I got sick when I was twenty-five. Actually, the story must begin differently. I want to tell about the time I went to Pipeline, my first summer in Hawaii, with my family and some of our friends. I’d swum out maybe twenty feet when a wave rolled me, and held me under. I came up in time to be nailed and pinned by another. Over and over. I’d fight up in time to be taken down again. How long this went on, I’m no judge. Finally, I realized I’d have to go down rather than up. I swam down, against every instinct, felt the sand, dug in, and dragged myself out. I might have been six feet from the beach. No one had noticed I’d been gone. No one had noticed anything.
So, I’m twenty-five, explaining symptoms to doctors, who tell me that it’s probably just stress, but they’ll run some tests. Then I’m sent to specialists for more conversation, more tests, different drugs. The dialogue always begins with, “It’s probably just stress.” I hear them, of course, saying that it’s my head that’s sick and not my body. But even as they’re saying this, the tests and procedures keep finding blood where it shouldn’t be. Ulcerations. Spasms. Faulty mechanisms. This kind of thing.
I see an acupuncturist. Practice yoga. Meditation. Search for my calm. I read an article in the New Yorker about hypochondriacs. Worry I am one of these.

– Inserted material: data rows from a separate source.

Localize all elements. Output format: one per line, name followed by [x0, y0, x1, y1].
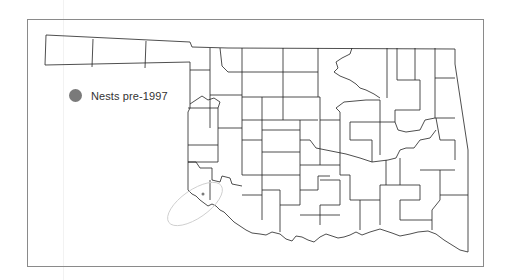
legend-label-nests-pre-1997: Nests pre-1997 [91, 90, 168, 102]
annotation-layer [0, 0, 508, 280]
hand-drawn-ellipse [161, 174, 229, 234]
nest-location-marker [202, 193, 205, 196]
nest-circle-icon [69, 89, 82, 102]
map-legend: Nests pre-1997 [69, 89, 168, 102]
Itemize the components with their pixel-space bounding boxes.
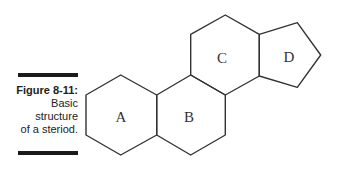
ring-b-label: B <box>184 109 194 125</box>
ring-a-label: A <box>116 109 127 125</box>
ring-d-label: D <box>284 49 295 65</box>
ring-c-label: C <box>217 50 227 66</box>
steroid-structure-diagram: A B C D <box>0 0 339 172</box>
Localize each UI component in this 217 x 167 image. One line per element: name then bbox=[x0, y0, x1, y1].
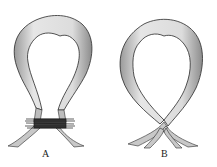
loop-b bbox=[120, 19, 202, 126]
twist-icon bbox=[128, 122, 198, 148]
panel-label-a: A bbox=[42, 149, 49, 159]
panel-label-b: B bbox=[161, 149, 168, 159]
constriction-band-icon bbox=[25, 119, 75, 128]
illustration bbox=[0, 0, 217, 167]
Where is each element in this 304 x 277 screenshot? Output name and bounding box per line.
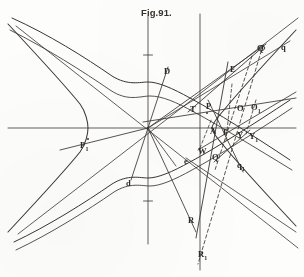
- asymptote-ascending: [18, 18, 298, 234]
- point-label-Q-upper: Q: [257, 44, 264, 53]
- point-label-A: A: [210, 127, 216, 136]
- point-label-O1: O1: [251, 103, 261, 114]
- point-label-F: F: [223, 128, 228, 137]
- line-centre-to-e: [148, 128, 176, 166]
- point-label-q1: q1: [237, 161, 245, 172]
- marker-P: [206, 112, 208, 114]
- point-label-Y1: Y1: [249, 132, 259, 143]
- point-label-q-upper: q: [281, 43, 286, 52]
- point-label-T: T: [190, 105, 196, 114]
- point-label-P: P: [206, 102, 211, 111]
- line-W-through-O: [198, 92, 296, 150]
- point-label-P1: P1: [80, 141, 89, 152]
- line-centre-to-d: [131, 128, 148, 180]
- marker-P1: [87, 138, 89, 140]
- point-label-O: O: [237, 104, 244, 113]
- point-label-Q-lower: Q: [212, 153, 219, 162]
- point-label-Y: Y: [237, 131, 243, 140]
- point-label-W: W: [198, 147, 207, 156]
- point-label-R: R: [188, 216, 194, 225]
- outer-conjugate-upper: [10, 30, 292, 170]
- point-label-E: E: [230, 65, 236, 74]
- point-label-e: e: [184, 157, 188, 166]
- marker-centre: [147, 127, 149, 129]
- conjugate-hyperbola-lower: [14, 100, 290, 242]
- point-label-R1: R1: [198, 250, 208, 261]
- figure-canvas: Fig.91. D d P1 T P E Q q O O1 A F Y Y1 W…: [0, 0, 304, 277]
- figure-title: Fig.91.: [141, 7, 172, 18]
- point-label-d: d: [126, 179, 131, 188]
- line-centre-to-P1: [60, 128, 148, 150]
- point-label-D: D: [164, 67, 170, 76]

Vegan, I have given up alcohol, and for a time, gluten. I have kept food diaries.
When I am twenty-eight, my anger is volcanic. My mutinous body. This thing must have a name. This thing must be named. And I go to a specialist on my own. He listens very quietly, and then, as he begins his examination, he talks to me about Kurt Vonnegut. I am instantly calm. We are discussing literature. Everything is new.
A month later I have had a surgery that is painful beyond expression. A recovery that will require months. I will lose weight I cannot spare. It will be weeks before I can sit without trembling, sweating. By January, three months after the surgery, I can walk the dogs for forty minutes, only pausing once to catch my breath.
In February, I return to my regular doctor. Tell her that I am sleeping twelve hours a day, have dropped back to part-time at work. I ask for a blood test. She has my file in her hands, knows all they have found, and what has happened to me medically. An intern is in the room with her: tall, blond, too young. My doctor looks up from my file, to smile at me, and say, “Tiredness is the number one complaint among young women.”
And it is clear to me, as instantly as that day at Pipeline when I knew to swim down. The doctor orders a blood test, though the test misses what I know. What I am certain of. On the way home, I stop at the grocers. Buy a test.
My mutinous body. Oh, my marvelous mutinous body. My son was born in October of that year.
Every time I read this (4 times now) or share it with friends, I cry with happiness and relief. I feel it, I have been there in most ways (not the ocean punishment) and have taken that test. Those little tests explain so much.